Kilaqqi stared at the sky, squinting. His face, once so open, so warm, so full of gentle mystery, was pinched and hard, his eyes as cold as flint. He pressed his lips together and sighed. “Hutechi,” he breathed. “Min enigin taptyybyn.”
“I’m sorry,” Ethan said. He looked away, clenching his jaw. Helpless fury choked him, made his blood curdle and his bones vibrate. Welby wouldn’t look at him. Even the Arctic seemed to howl in rage, punishing winds rising in gusts off the ocean and nearly knocking Ethan to the ground. Ice creaked around him as if it were trying to cleave the island in two. “I’m sorry. Sasha—”
“Is coming home,” Kilaqqi said, his voice hard, like the world around them. “Come. We must leave this place. Myhutechiwill need us soon.”
* * *
41
Roscosmos
Star City, Russia
“Mr. President.”General Yaluyevsky answered on the first ring. “I have been expecting your call.”
Sergey turned away from the television in the musty office the Roscosmos team had given him to rest in. Splashed across the screen were pictures of him and Sasha, full-color spreads of stolen moments together. Smiles across crowded rooms, secret brushes of hands in the corners of the Kremlin. Their public outings, always under the cover of the president entertaining Russia’s star, Astronaut Andreyev, now layered with a different meaning. Their bodies a little too close, their gazes holding a little too long. It was all on Sergey’s face, the love he had for Sasha. How had they even kept it secret for two years?
There were even pictures of him kissing Sasha, a gentle peck on the lips outside his apartment as Sasha flushed and tried to hide his smile. Pictures of Sasha living in the Kremlin. Living with him in the presidential apartment.
Someone in the Kremlin had taken those photos. Someone inside his home, someone he’d thought he could trust.
“General. I have news to report.”
It had been a one-two punch that morning: Ethan’s phone call and the news of Zeytsev’s death, and then their attack on Lazarus’s base, his lair. Elation, exultation, the taste of victory, of joy so pure and fresh he almost screamed—
Followed by the crushing understanding of what Lazarus’s death meant.
Without him, without his expertise, there would be no cure. At least, not until someone was able to study the virus, understand it, explore its characteristics, its genetic makeup.
But no one on Earth would ever see the virus. Not if the Americans kept their word and blew Sasha out of the sky before he made it through the atmosphere, or if they kept him trapped on the frozen ISS until he went mad or his crewmates devoured him—
And all that was left was blood and ash raining down on Sergey.
Sashaneededthat cure. They had to get him back to Earth. Someone had to save his love.
Informing his generals of Zeytsev’s death was one last thing he could do, maybe the only thing right now, as president.This much, at least, I did. “Russia’s nuclear arsenal is secure. Iakov Zeytsev was killed this morning by a strike team I personally directed.”
“Strike team? What strike team?”
Sergey ignored him. A strike team of Americans wouldn’t help his popularity with his generals. “Lazarus, the criminal responsible for the virus on the ISS, was also killed.”
Silence from General Yaluyevsky.
“I take it you’re pleased that the threat facing our nation has been eliminated?”
“There remains a greater threat,” Yaluyevsky said slowly. “Iakov Zeytsev was not alone in his convictions. There are others who thought the same as him, who believe the direction our great nation is heading in is the wrong one.”
“Is that why the Spetsnaz I ordered you to send to Yamantau wereprotectingZeytsev instead of storming the bunker? Is that why they defended him? Was it you who personally selected the detachment, General?”
“After this morning, I don’t think there’s anyone who would disagree with the choices I have made.”
Sergey paced away from the television. “I am still the president, and you are talking about treason, General.”
“Do you deny the news report playing as we speak?”
An escape. He could deny the story, repudiate the facts. Claim the photos were faked. There was a long history in Russia of smearing political opponents through wild sex scandals, each one more outrageous than the last. A president and an astronaut? Impossible. Inconceivable. He could deny it, and at least some of his people would believe him.
He would rather cut out his heart. “I donot,” he growled. “And who I love is of no concern to you, General.”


-- What you should do --
Every entry below should be printed exactly.

-- Data to process --
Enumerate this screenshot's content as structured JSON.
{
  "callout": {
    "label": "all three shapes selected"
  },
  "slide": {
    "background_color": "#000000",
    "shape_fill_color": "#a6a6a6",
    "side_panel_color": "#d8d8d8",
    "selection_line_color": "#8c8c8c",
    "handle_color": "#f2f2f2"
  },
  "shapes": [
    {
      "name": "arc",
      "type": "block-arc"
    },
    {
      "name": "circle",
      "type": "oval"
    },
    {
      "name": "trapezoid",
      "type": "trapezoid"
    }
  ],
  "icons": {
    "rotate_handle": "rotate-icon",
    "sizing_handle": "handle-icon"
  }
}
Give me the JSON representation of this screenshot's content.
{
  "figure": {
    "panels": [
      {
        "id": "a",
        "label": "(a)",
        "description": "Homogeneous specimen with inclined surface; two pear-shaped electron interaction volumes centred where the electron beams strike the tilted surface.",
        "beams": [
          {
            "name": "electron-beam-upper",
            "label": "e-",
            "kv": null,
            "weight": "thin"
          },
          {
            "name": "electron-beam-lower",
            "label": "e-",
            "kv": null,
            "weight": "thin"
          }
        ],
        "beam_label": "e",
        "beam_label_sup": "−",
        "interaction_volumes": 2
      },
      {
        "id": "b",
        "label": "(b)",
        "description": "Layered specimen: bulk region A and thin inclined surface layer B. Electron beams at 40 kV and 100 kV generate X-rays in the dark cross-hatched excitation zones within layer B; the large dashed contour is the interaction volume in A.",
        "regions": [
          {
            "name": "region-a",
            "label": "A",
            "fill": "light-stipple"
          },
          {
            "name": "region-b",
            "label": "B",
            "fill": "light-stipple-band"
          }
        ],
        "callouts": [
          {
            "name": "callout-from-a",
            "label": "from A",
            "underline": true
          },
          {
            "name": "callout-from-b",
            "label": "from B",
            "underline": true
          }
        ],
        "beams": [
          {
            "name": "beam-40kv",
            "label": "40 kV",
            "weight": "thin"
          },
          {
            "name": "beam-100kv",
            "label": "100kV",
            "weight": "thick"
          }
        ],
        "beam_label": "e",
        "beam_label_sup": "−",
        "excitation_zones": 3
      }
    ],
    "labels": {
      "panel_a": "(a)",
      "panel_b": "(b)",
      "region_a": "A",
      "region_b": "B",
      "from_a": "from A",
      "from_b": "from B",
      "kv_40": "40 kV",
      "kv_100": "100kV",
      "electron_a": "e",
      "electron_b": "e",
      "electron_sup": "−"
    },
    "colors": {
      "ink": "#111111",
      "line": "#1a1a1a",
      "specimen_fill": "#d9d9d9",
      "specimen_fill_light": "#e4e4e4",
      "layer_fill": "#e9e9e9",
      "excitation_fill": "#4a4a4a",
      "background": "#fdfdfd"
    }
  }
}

-- Written answer --
Enumerate this screenshot's content as structured JSON.
{
  "callout": {
    "label": "all three shapes selected"
  },
  "slide": {
    "background_color": "#000000",
    "shape_fill_color": "#a6a6a6",
    "side_panel_color": "#d8d8d8",
    "selection_line_color": "#8c8c8c",
    "handle_color": "#f2f2f2"
  },
  "shapes": [
    {
      "name": "arc",
      "type": "block-arc"
    },
    {
      "name": "circle",
      "type": "oval"
    },
    {
      "name": "trapezoid",
      "type": "trapezoid"
    }
  ],
  "icons": {
    "rotate_handle": "rotate-icon",
    "sizing_handle": "handle-icon"
  }
}
Give me the JSON representation of this screenshot's content.
{
  "figure": {
    "panels": [
      {
        "id": "a",
        "label": "(a)",
        "description": "Homogeneous specimen with inclined surface; two pear-shaped electron interaction volumes centred where the electron beams strike the tilted surface.",
        "beams": [
          {
            "name": "electron-beam-upper",
            "label": "e-",
            "kv": null,
            "weight": "thin"
          },
          {
            "name": "electron-beam-lower",
            "label": "e-",
            "kv": null,
            "weight": "thin"
          }
        ],
        "beam_label": "e",
        "beam_label_sup": "−",
        "interaction_volumes": 2
      },
      {
        "id": "b",
        "label": "(b)",
        "description": "Layered specimen: bulk region A and thin inclined surface layer B. Electron beams at 40 kV and 100 kV generate X-rays in the dark cross-hatched excitation zones within layer B; the large dashed contour is the interaction volume in A.",
        "regions": [
          {
            "name": "region-a",
            "label": "A",
            "fill": "light-stipple"
          },
          {
            "name": "region-b",
            "label": "B",
            "fill": "light-stipple-band"
          }
        ],
        "callouts": [
          {
            "name": "callout-from-a",
            "label": "from A",
            "underline": true
          },
          {
            "name": "callout-from-b",
            "label": "from B",
            "underline": true
          }
        ],
        "beams": [
          {
            "name": "beam-40kv",
            "label": "40 kV",
            "weight": "thin"
          },
          {
            "name": "beam-100kv",
            "label": "100kV",
            "weight": "thick"
          }
        ],
        "beam_label": "e",
        "beam_label_sup": "−",
        "excitation_zones": 3
      }
    ],
    "labels": {
      "panel_a": "(a)",
      "panel_b": "(b)",
      "region_a": "A",
      "region_b": "B",
      "from_a": "from A",
      "from_b": "from B",
      "kv_40": "40 kV",
      "kv_100": "100kV",
      "electron_a": "e",
      "electron_b": "e",
      "electron_sup": "−"
    },
    "colors": {
      "ink": "#111111",
      "line": "#1a1a1a",
      "specimen_fill": "#d9d9d9",
      "specimen_fill_light": "#e4e4e4",
      "layer_fill": "#e9e9e9",
      "excitation_fill": "#4a4a4a",
      "background": "#fdfdfd"
    }
  }
}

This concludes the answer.